So I’ve been doing some volunteering at a local VEX robot camp we put on each summer for Middle/High Schoolers and I got a request to make the QCC2 PID Library available for use with EasyC. There is a header you include into EasyC to use it and there is some example code I wrote in EasyC V5 for it.
Hey Jason, cool to see you release this code. The turns QCC demonstrated at worlds were one of the best I’ve ever seen in Vex, and proved themselves in the finals
I took a look at your RobotC code and had a few points I wanted to clarify:
So I see you calibrated your gyroscope using gyroOffset, and rateOffset is correcting for drift. Shouldn’t rateOffset be a function of time? ie. gyro.rateOffset*time_since_calibration
It appears your gyroCalibrate function is more or less trying to detect a linear change-of-drift over some time (dT seems undefined as it’s just a loop without checking for time?). So I think it makes sense if, say it drifts upwards 1mV per second, calibrated at 1.700V, then after 10 seconds, your gyro would be at 1.710V, and your code execute it like this : 1.710 - 1.700 - 0.001 = 0.009. If you accounted for time, it would be 1.710 - 1.700 - 0.001*10sec = 0.000.

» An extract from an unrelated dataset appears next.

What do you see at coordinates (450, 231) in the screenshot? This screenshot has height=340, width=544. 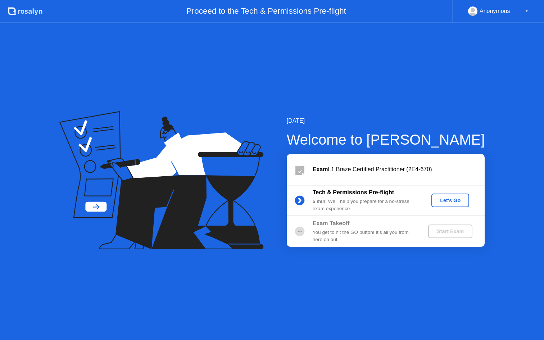 I see `div: Start Exam` at bounding box center [450, 231].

Am I thinking about this wrong or misunderstanding your code? Or is this a potential issue?
Regardless, good work, hope to see you competing next year
So the gyroOffset calibration and rateOffset calibration are the same thing: I just calibrate the gyro twice. It really is not necessary, just redundancy to let me sleep at night
The Gyro sensor itself calculates angular rate of change, ie. degrees rotation per second, and is then output to a voltage proportional to that angular velocity. so dT is not needed to detect the rate of change, it already does it. Some people see the gyro as a sensor that detects rotation since that’s what the native sensor code in easyC/robotC is designed for. dT is only used and needed when an iteration of the function that adds to the angle is called. The gyroOffset value is the offset for the rate of change. I hope this explanation answers your questions.
As for competing in Nothing But Net, we’ll see what the future has in store for Blue Rooster.
Sorry, I’m new to PID programming. I was looking through the code and I didn’t see any motor output. Do I have to set that myself or am I missing something?
The function pidExecute returns a float which is the value that you are looking for. I don’t have EasyC to look at the code in at this second but you should have access to that function whether you are using the graphical or text-based implementations.